ABSTRACT

EVEN nations settle and migrate, come and go, arise and disappear again. It is seldom that the places they lived in, and the routes they took in their wanderings in the dim and distant past, are recognizable in the clear light of history. The student of history is forced to fall back upon suppositions founded on deficient tradition and obscure legends. There are certainly no written records available to him. He must look back along the thousands of years that are past for other evidence. Every reminder arising from sound or stone, insignificant though it may be, is of value to him. Every trace of the creative human hand serves as a pointer to him. It is to language that attention must specially be paid. Speech is an ancient inheritance moulded by past generations. Every considerable change in the universe has left clearly recognizable traces behind. Through the contact of one race with another, foreign sounds creep in and foreign words are borrowed. They enable conclusions to be drawn regarding the relationships and connexions between peoples, which have long disappeared. Myth and saga, proverb and song, philosophy of religion and life, custom and law, dwelling and manner of living, weapons and utensils, family control and tribal divisions, and many other things have to serve as sources, from which the drops which often drip so meagrely must be collected so as to form the streamlet of a history, which bears but little resemblablance to the clear mountain stream hurrying in its busy course to join the broad river of the history of the human race. When he correlates his work scientifically the historian finds perhaps that one of his sources lies upon a watershed; technically it should have taken a northerly course, while nature has given it a southerly one. As his eyes become sharper he learns to view old discoveries in a new light, while new ones cannot be brought into the preconceived line. Finally, there dawns upon him the conviction that, before the race in which he is interested and to which he was prepared to award the birthright of the first-born, there existed in the dim past another race, regarding which nothing more can be said than that it actually existed.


Task - Find and return every line of the data that contains the word "Human".

*** Opening Source records ***

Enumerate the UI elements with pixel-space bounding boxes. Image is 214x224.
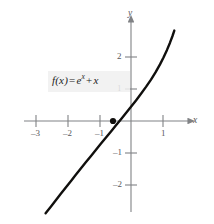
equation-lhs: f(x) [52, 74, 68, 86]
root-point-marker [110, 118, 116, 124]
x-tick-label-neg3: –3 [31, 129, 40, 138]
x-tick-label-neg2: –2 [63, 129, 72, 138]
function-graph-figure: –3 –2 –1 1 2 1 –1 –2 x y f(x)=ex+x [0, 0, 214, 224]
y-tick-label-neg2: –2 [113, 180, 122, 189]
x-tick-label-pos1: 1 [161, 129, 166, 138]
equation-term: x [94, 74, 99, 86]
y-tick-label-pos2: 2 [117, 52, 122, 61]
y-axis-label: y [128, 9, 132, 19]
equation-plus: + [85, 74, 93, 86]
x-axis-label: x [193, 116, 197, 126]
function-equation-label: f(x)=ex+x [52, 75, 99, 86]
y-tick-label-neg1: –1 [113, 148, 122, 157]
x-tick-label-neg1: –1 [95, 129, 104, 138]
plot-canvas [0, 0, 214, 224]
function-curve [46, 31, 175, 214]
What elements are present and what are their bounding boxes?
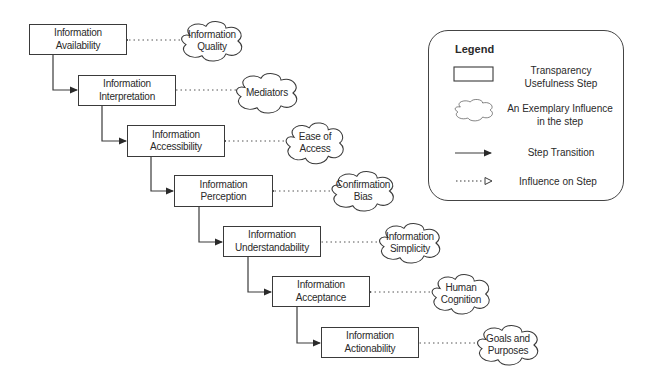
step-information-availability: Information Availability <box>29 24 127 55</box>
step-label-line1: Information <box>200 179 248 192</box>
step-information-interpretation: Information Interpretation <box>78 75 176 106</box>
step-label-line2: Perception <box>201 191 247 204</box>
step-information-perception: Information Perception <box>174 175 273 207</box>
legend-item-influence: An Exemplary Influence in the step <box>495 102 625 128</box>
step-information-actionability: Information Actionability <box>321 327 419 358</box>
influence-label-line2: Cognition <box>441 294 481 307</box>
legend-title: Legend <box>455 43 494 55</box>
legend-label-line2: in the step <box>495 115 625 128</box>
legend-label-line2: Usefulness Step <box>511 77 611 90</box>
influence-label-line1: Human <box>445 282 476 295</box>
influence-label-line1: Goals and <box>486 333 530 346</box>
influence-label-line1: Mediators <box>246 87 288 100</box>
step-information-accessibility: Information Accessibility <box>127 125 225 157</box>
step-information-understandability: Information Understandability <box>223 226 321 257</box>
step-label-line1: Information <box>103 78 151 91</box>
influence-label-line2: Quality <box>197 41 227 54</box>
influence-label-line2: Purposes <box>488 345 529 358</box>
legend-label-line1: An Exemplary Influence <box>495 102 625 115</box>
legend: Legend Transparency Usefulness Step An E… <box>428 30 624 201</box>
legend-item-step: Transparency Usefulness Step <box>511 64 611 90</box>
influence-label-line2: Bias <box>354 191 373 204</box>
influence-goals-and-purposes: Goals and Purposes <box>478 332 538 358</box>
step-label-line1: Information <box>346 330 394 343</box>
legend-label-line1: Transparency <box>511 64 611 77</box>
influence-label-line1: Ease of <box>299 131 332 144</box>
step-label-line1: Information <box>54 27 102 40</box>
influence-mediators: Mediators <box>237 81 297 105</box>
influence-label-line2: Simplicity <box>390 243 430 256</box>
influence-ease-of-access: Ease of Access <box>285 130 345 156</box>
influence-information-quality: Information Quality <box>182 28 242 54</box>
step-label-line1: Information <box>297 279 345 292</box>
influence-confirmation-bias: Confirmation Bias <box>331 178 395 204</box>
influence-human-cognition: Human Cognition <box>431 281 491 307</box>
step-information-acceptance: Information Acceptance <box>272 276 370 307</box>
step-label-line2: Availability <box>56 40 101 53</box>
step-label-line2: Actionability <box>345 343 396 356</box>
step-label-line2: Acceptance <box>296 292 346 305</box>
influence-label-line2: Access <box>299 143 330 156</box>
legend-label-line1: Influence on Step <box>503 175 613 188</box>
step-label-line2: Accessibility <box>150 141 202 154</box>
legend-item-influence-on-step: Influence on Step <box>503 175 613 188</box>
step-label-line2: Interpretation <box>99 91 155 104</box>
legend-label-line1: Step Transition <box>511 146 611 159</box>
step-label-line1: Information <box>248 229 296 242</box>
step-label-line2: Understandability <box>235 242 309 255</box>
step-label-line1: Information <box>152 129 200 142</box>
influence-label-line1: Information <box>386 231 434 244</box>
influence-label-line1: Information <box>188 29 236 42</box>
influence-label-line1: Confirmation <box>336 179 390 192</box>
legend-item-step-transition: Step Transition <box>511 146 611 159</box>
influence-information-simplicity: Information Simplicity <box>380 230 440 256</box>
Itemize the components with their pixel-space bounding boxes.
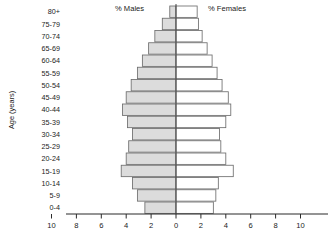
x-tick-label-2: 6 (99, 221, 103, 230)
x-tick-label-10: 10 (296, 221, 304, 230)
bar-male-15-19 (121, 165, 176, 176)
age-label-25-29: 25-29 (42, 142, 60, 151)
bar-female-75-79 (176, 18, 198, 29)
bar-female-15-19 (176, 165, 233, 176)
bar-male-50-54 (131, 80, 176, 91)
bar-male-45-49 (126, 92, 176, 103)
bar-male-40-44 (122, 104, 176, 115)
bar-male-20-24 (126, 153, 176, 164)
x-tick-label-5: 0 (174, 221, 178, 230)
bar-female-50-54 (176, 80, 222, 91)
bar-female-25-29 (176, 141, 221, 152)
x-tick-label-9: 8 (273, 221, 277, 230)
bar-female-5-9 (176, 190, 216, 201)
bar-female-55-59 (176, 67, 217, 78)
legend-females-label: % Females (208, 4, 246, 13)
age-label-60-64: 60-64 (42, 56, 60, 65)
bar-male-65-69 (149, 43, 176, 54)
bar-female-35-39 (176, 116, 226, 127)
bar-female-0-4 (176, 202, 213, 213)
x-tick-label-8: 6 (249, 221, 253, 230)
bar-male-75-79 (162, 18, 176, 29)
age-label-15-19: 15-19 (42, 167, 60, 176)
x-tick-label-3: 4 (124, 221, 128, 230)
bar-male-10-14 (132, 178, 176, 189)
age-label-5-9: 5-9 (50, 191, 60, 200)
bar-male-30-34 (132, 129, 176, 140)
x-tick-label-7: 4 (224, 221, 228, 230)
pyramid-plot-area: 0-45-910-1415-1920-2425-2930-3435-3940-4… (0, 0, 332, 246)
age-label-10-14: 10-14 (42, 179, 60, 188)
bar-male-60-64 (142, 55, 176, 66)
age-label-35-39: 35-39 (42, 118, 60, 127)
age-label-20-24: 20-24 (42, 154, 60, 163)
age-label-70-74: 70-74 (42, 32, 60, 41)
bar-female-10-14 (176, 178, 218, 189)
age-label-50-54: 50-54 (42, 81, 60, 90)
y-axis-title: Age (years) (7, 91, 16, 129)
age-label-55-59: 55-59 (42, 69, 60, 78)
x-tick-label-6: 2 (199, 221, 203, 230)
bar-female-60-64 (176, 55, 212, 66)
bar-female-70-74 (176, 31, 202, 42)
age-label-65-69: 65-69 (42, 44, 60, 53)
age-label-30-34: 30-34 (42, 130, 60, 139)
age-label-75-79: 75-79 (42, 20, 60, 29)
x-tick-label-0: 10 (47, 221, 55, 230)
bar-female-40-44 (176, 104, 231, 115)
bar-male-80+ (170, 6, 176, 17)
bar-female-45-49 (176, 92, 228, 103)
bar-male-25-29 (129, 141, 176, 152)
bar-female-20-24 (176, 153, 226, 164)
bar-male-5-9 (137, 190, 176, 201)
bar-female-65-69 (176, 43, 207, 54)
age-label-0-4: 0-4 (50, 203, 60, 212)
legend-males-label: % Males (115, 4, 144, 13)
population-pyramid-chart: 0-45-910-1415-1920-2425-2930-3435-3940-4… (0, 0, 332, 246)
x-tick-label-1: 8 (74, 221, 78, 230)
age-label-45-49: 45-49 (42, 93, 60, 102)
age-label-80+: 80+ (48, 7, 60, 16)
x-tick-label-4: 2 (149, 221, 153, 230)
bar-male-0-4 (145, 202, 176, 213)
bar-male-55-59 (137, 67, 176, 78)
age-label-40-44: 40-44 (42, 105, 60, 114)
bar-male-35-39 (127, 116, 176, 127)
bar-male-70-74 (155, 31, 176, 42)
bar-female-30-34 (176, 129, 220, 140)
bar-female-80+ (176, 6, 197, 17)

*** Closing Source records ***

Exercise output -
influence-label-line1: Human <box>445 282 476 295</box>
influence-human-cognition: Human Cognition <box>431 281 491 307</box>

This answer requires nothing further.